A High Court bid by euthanasia campaigners to challenge the law on assisted suicide has failed.
Multiple sclerosis sufferer Debbie Purdy brought the case with the support of ‘Dignity in Dying’, a group that campaigns for change in the law on assisted suicide.
She claimed to be seeking clarification on whether or not her husband will face prosecution if he helps her travel to Switzerland to end her life if her condition worsens.
The Director of Public Prosecutions (DPP), Sir Ken MacDonald, had earlier turned down her request. He explained that she was effectively asking for a change in the law, which lies outside his authority.
Today’s case was a judicial review of that decision. Two judges agreed with the DPP that meeting her request would need legislative change which only Parliament could carry out.
Lord Justice Scott Baker expressed sympathy for Miss Purdy but said: “This would involve a change in the law.
“The offence of assisted suicide is very widely drawn to cover all manner of different circumstances; only Parliament can change it.”
Leading palliative care specialist Dr David Jeffrey warned earlier this month that “articulate” campaigns to weaken the law on assisted suicide could put vulnerable people at risk.
“Some of those who have been prominent in campaigns to change the law have been articulate and able to express themselves confidently,” he said.
“My concern is with people who are frightened, possibly depressed and bit confused.
“These are people who don’t know where to turn and who feel they are a burden. The law has to protect them.”
Around 100 British people have so far travelled to the Dignitas suicide clinic in Switzerland to end their lives.
The figure includes 23-year-old Daniel James, who was left paralysed from the chest down after a rugby accident.
One doctor described Daniel’s death as a “tragedy” which might have been avoided with the right help and counselling.
Baroness Warnock, who recently suggested that elderly dementia sufferers have a “duty to die”, defended Daniel’s parents for taking him to the clinic.
But Paddy Masefield, Patron of the Coalition of Disabled People, wrote in a letter to The Observer this weekend that her comments were “extraordinarily objective”.
He warned that allowing similar assisted suicide “will leave us all culpable for even greater losses that may prove much harder to live with than the experience of disability itself.”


● **Task requirements**
Restate only the tail of the data below, starting at the line that contains "Image is 643x364 pixels." and including the last line, word for word.

● **Data extract**
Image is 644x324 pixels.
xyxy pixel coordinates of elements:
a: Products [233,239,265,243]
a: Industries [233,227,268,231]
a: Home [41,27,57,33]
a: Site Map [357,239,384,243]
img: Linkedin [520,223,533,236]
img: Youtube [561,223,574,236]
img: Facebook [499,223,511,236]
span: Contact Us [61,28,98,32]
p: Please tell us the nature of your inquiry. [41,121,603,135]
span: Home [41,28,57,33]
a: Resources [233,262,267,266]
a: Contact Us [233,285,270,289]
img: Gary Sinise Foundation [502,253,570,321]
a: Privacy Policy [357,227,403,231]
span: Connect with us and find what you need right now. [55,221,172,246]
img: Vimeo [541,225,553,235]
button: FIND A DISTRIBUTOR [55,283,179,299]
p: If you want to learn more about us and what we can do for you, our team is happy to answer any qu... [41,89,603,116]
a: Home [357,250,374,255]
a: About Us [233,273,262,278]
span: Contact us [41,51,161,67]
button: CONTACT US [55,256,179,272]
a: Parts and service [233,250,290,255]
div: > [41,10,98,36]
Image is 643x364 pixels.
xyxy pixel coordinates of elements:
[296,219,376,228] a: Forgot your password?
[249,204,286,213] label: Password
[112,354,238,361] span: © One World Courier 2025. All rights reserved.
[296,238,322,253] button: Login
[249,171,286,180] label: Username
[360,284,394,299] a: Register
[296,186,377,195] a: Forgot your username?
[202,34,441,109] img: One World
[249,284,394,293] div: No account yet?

● **Written solution**
Image is 643x364 pixels.
xyxy pixel coordinates of elements:
[296,219,376,228] a: Forgot your password?
[249,204,286,213] label: Password
[112,354,238,361] span: © One World Courier 2025. All rights reserved.
[296,238,322,253] button: Login
[249,171,286,180] label: Username
[360,284,394,299] a: Register
[296,186,377,195] a: Forgot your username?
[202,34,441,109] img: One World
[249,284,394,293] div: No account yet?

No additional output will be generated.